Highlighted Metric: Quality of Hire


Use What you Have

Most organizations have ATS and HRIS data. Most of the time, these are siloed and don't talk. The first step towards improving your quality of hire is to change this.

Success of an employee is measured after they are hired. How can we understand how our hiring practices impact quality unless we marry these two valuable data sources?

Once that's done, you can create powerful metrics. Where do our best performers come from? Can we correlate new-hire turnover to things like education, zip code, hire source, or other data?

Strategic Recruiting

Most recruiters are measured in time-to-fill and volume. However, due to a lack of data, oftentimes the recruiting team is not getting good feedback on the performance, retention, and upward mobility of their hires. Many recruiters are great at hiring star performers, but maybe their recruits have a higher than average 12 month turnover rate. By providing your recruiters with up-to-date metric-based feedback, they can adjust their practices and improve the quality of their hires.

Workforce Planning Improves Quality of Hire

59 percent of bad hires are directly attributable to rushed hiring*. This being the case, why are most requisitions opened on an ad-hoc, "as needed" basis? This leaves us stuck in reactive mode, or "fire drill hiring", which directly leads to a lower quality of hire.

When a company leverages strategic workforce planning to understand future gaps and hiring needs by job and functional area, this allows them to shift to proactive recruiting. Novel uses its technology back end and workforce planning functionality to deliver "recruiting cheat sheets". These show our clients' recruiting teams the future recruiting need for the next quarter, 6, 9 and twelve months. This allows the recruiting team to work proactively, source more and better candidates, and more thoroughly vet people before hiring them. A slightly longer time-to-fill is not a bad thing if it's a job being recruited proactively, versus being tied to a red alert vacancy.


Before you return the lines below, strip out any images and keep every word as written.

(Records provided begins)

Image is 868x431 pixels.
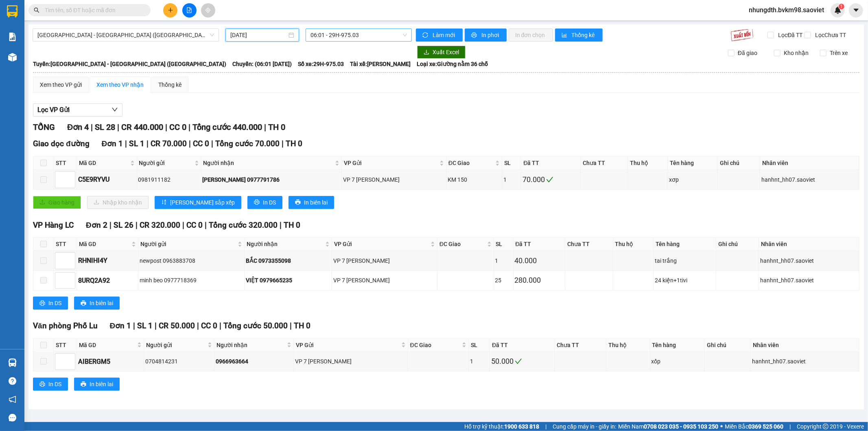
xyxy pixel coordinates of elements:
span: down [112,106,118,113]
td: VP 7 Phạm Văn Đồng [332,270,437,290]
span: | [188,122,191,132]
span: [PERSON_NAME] sắp xếp [170,198,235,207]
span: Tổng cước 70.000 [215,139,279,148]
span: ĐC Giao [440,240,485,249]
span: printer [254,199,259,206]
div: VIỆT 0979665235 [246,276,331,285]
td: VP 7 Phạm Văn Đồng [342,170,446,189]
span: caret-down [853,6,860,14]
sup: 1 [838,4,844,10]
div: VP 7 [PERSON_NAME] [343,175,444,184]
span: printer [39,300,45,306]
span: download [424,49,430,56]
button: bar-chartThống kê [555,28,603,42]
span: In phơi [482,31,500,39]
span: check [515,357,522,365]
div: VP 7 [PERSON_NAME] [333,276,436,285]
th: SL [502,156,521,170]
span: CR 440.000 [121,122,163,132]
div: 280.000 [515,274,564,286]
div: 40.000 [515,255,564,267]
div: 0966963664 [216,356,293,365]
th: Đã TT [521,156,580,170]
span: plus [168,7,173,13]
span: In DS [48,299,62,308]
span: | [182,220,184,229]
span: Lọc Chưa TT [812,31,847,39]
span: Tổng cước 440.000 [193,122,262,132]
span: Người gửi [141,240,236,249]
div: xốp [652,356,703,365]
button: printerIn phơi [465,28,507,42]
span: printer [39,381,45,387]
span: VP Gửi [334,240,429,249]
b: Tuyến: [GEOGRAPHIC_DATA] - [GEOGRAPHIC_DATA] ([GEOGRAPHIC_DATA]) [33,60,226,67]
span: Miền Bắc [725,422,783,431]
span: | [264,122,266,132]
span: | [146,139,148,148]
strong: 0369 525 060 [749,423,783,430]
span: CC 0 [169,122,186,132]
span: copyright [823,423,828,429]
span: SL 1 [137,321,153,330]
span: In DS [48,380,62,389]
span: notification [8,395,16,403]
div: C5E9RYVU [78,174,135,184]
div: hanhnt_hh07.saoviet [752,356,858,365]
span: Miền Nam [618,422,718,431]
span: TH 0 [268,122,285,132]
th: Thu hộ [628,156,668,170]
td: VP 7 Phạm Văn Đồng [294,352,408,371]
span: printer [471,32,478,39]
button: plus [163,3,177,17]
th: Chưa TT [580,156,628,170]
span: ĐC Giao [410,340,460,349]
span: sync [422,32,430,39]
span: SL 1 [129,139,144,148]
span: Mã GD [79,159,128,167]
th: Nhân viên [760,156,860,170]
div: BẮC 0973355098 [246,256,331,265]
span: | [117,122,119,132]
span: Người nhận [204,159,334,167]
img: warehouse-icon [8,53,17,62]
button: caret-down [849,3,863,17]
span: | [290,321,291,330]
span: Tổng cước 320.000 [209,220,277,229]
span: search [34,7,39,13]
div: tai trắng [655,256,715,265]
span: VP Hàng LC [33,220,74,229]
span: CC 0 [201,321,217,330]
img: logo-vxr [7,5,17,17]
span: CR 320.000 [139,220,180,229]
div: xơp [669,175,716,184]
span: Đơn 4 [67,122,89,132]
span: Lọc VP Gửi [37,105,69,115]
span: | [282,139,284,148]
span: bar-chart [562,32,568,39]
span: TH 0 [284,220,300,229]
span: ĐC Giao [448,159,494,167]
button: printerIn biên lai [74,378,119,391]
span: CC 0 [193,139,209,148]
button: printerIn DS [33,296,68,310]
span: SL 28 [95,122,115,132]
th: Nhân viên [751,339,860,352]
th: Chưa TT [555,339,607,352]
span: printer [80,300,86,306]
span: nhungdth.bvkm98.saoviet [742,5,831,15]
input: Tìm tên, số ĐT hoặc mã đơn [45,6,141,15]
img: icon-new-feature [834,6,842,14]
span: | [790,422,791,431]
span: In DS [263,198,276,207]
span: Mã GD [79,340,135,349]
button: In đơn chọn [508,28,553,42]
td: C5E9RYVU [77,170,137,189]
th: Nhân viên [759,238,860,251]
th: Ghi chú [718,156,760,170]
th: Tên hàng [650,339,705,352]
span: Trên xe [826,48,851,57]
span: Tài xế: [PERSON_NAME] [350,60,411,68]
span: SL 26 [114,220,134,229]
button: downloadNhập kho nhận [87,196,148,209]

(Records provided ends)

## Answer box:
Image is 868x431 pixels.
xyxy pixel coordinates of elements:
span: down [112,106,118,113]
td: VP 7 Phạm Văn Đồng [332,270,437,290]
span: | [188,122,191,132]
span: [PERSON_NAME] sắp xếp [170,198,235,207]
span: Tổng cước 70.000 [215,139,279,148]
span: ĐC Giao [440,240,485,249]
span: printer [254,199,259,206]
div: VIỆT 0979665235 [246,276,331,285]
td: VP 7 Phạm Văn Đồng [342,170,446,189]
span: caret-down [853,6,860,14]
sup: 1 [838,4,844,10]
div: VP 7 [PERSON_NAME] [343,175,444,184]
span: printer [39,300,45,306]
span: download [424,49,430,56]
button: bar-chartThống kê [555,28,603,42]
span: In phơi [482,31,500,39]
span: check [515,357,522,365]
div: VP 7 [PERSON_NAME] [333,276,436,285]
th: SL [502,156,521,170]
span: CR 440.000 [121,122,163,132]
div: 280.000 [515,274,564,286]
div: 40.000 [515,255,564,267]
div: 0966963664 [216,356,293,365]
th: Đã TT [521,156,580,170]
span: plus [168,7,173,13]
span: In DS [48,299,62,308]
span: | [182,220,184,229]
span: Lọc Chưa TT [812,31,847,39]
span: Tổng cước 440.000 [193,122,262,132]
span: Người gửi [141,240,236,249]
div: xốp [652,356,703,365]
button: printerIn phơi [465,28,507,42]
span: printer [39,381,45,387]
span: VP Gửi [334,240,429,249]
b: Tuyến: [GEOGRAPHIC_DATA] - [GEOGRAPHIC_DATA] ([GEOGRAPHIC_DATA]) [33,60,226,67]
span: Miền Bắc [725,422,783,431]
span: | [264,122,266,132]
span: | [146,139,148,148]
strong: 0369 525 060 [749,423,783,430]
span: CC 0 [169,122,186,132]
span: copyright [823,423,828,429]
span: SL 1 [137,321,153,330]
span: In DS [48,380,62,389]
span: notification [8,395,16,403]
div: C5E9RYVU [78,174,135,184]
div: hanhnt_hh07.saoviet [752,356,858,365]
span: Miền Nam [618,422,718,431]
span: TH 0 [268,122,285,132]
th: Thu hộ [628,156,668,170]
td: VP 7 Phạm Văn Đồng [294,352,408,371]
span: printer [471,32,478,39]
button: plus [163,3,177,17]
th: Chưa TT [580,156,628,170]
span: ĐC Giao [410,340,460,349]
span: sync [422,32,430,39]
span: SL 1 [129,139,144,148]
span: Mã GD [79,159,128,167]
th: Nhân viên [760,156,860,170]
div: BẮC 0973355098 [246,256,331,265]
span: | [117,122,119,132]
span: Người nhận [204,159,334,167]
img: warehouse-icon [8,53,17,62]
button: caret-down [849,3,863,17]
span: | [290,321,291,330]
span: Tổng cước 320.000 [209,220,277,229]
span: search [34,7,39,13]
div: tai trắng [655,256,715,265]
span: VP Hàng LC [33,220,74,229]
span: CC 0 [201,321,217,330]
img: logo-vxr [7,5,17,17]
span: CR 320.000 [139,220,180,229]
div: xơp [669,175,716,184]
span: Đơn 4 [67,122,89,132]
span: Lọc VP Gửi [37,105,69,115]
span: | [282,139,284,148]
span: bar-chart [562,32,568,39]
span: TH 0 [284,220,300,229]
span: ĐC Giao [448,159,494,167]
button: printerIn biên lai [74,378,119,391]
span: CC 0 [193,139,209,148]
button: printerIn DS [33,296,68,310]
span: SL 28 [95,122,115,132]
th: Nhân viên [751,339,860,352]
th: Chưa TT [555,339,607,352]
span: printer [80,300,86,306]
span: nhungdth.bvkm98.saoviet [742,5,831,15]
input: Tìm tên, số ĐT hoặc mã đơn [45,6,141,15]
img: icon-new-feature [834,6,842,14]
span: | [790,422,791,431]
span: In DS [263,198,276,207]
span: Mã GD [79,340,135,349]
button: In đơn chọn [508,28,553,42]
td: C5E9RYVU [77,170,137,189]
th: Nhân viên [759,238,860,251]
th: Ghi chú [718,156,760,170]
th: Tên hàng [650,339,705,352]
span: Trên xe [826,48,851,57]
span: Tài xế: [PERSON_NAME] [350,60,411,68]
span: SL 26 [114,220,134,229]
button: downloadNhập kho nhận [87,196,148,209]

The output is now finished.